I’ve been reading through “A Praying Life” by Paul E. Miller. In it, he says that prayerlessness “is rooted in a core unbelief that can shape our lives, even as Christians. Because of prayerlessness, our lives are often marked by fear, anxiety, joylessness, and spiritual lethargy.” There is a lot about prayer that we either don’t understand or else we understand and don’t like. In a recent chapter I read, Miller talks about how there is a tendency we have to avoid intimacy with God.
Why would we do that? Well, for one, we don’t really want God nosing around in our business. Miller says there is a reason, perhaps, that we keep God at arm’s length, even with our prayers to him:
Frankly, God makes us nervous when he gets too close. We don’t want a physical dependence on him. It feels hokey, like we are controlling God. Deep down we just don’t like grace. We don’t want to risk our prayer not being answered. We prefer the safety of isolation to engaging the living God. To embrace the Father and thus prayer is to accept what one pastor called “the sting of particularity.” (A Praying Life, p. 125)

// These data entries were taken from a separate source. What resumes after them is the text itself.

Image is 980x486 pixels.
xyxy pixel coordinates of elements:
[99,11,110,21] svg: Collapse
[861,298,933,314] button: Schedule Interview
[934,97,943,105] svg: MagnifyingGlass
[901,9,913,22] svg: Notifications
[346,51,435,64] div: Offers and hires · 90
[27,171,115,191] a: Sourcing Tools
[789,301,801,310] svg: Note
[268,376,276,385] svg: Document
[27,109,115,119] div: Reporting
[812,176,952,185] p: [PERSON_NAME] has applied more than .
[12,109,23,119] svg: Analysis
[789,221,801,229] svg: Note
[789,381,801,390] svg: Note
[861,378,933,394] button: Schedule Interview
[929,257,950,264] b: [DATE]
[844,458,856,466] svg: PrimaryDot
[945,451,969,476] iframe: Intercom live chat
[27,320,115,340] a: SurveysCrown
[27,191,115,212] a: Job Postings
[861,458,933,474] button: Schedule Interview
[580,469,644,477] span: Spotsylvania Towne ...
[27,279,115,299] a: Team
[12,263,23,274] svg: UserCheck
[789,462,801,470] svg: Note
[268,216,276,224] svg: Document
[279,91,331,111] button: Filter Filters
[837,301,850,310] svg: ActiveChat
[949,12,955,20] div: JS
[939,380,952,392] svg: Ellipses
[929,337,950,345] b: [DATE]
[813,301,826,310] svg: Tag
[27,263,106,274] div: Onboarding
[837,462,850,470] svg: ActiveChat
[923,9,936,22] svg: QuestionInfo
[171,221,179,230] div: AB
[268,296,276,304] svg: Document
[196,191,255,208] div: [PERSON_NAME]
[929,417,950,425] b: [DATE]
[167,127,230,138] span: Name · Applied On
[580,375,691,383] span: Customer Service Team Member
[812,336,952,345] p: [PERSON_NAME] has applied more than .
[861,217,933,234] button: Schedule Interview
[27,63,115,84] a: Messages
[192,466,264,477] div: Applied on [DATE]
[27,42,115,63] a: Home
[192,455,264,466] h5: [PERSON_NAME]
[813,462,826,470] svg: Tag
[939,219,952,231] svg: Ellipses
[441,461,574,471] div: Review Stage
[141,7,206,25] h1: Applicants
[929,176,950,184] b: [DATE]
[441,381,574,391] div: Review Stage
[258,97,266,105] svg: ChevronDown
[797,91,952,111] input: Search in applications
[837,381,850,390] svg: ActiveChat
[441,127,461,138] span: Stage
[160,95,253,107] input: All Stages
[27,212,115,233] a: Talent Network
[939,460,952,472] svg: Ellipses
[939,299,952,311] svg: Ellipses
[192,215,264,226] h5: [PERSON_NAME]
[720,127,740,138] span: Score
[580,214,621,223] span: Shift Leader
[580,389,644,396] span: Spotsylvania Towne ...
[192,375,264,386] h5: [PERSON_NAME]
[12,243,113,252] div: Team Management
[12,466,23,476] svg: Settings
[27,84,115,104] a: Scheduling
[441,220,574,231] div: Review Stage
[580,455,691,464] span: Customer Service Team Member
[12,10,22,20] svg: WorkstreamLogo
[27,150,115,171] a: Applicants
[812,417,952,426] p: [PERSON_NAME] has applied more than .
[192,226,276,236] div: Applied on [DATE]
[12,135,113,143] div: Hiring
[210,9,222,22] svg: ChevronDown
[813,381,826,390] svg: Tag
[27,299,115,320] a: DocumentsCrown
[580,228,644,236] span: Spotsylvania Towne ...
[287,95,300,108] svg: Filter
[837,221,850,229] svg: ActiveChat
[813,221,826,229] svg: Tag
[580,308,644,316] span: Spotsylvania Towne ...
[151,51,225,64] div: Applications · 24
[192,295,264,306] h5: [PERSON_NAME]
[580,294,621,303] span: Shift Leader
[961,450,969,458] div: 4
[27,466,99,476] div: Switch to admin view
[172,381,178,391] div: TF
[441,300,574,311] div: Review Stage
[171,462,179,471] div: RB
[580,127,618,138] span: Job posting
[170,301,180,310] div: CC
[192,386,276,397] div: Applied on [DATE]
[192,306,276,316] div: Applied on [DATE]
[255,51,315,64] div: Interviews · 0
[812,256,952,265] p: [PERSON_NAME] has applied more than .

The very human prayer of Jesus asking that “this cup pass from me.” is much different than what Miller sees as the Buddhist and Neoplatonic attitudes that have crept into the church. That is, the attitude that we need to resist our own desires and deny physical urges. Those kind of simple, intimate prayers are the ones we hear children saying because they are more humble than “wiser” adults.
I don’t have it all together. The thing I want to battle against is the attitude that I will not lay it all on the line when I pray. That is to deny a personal God, and it doesn’t honor him.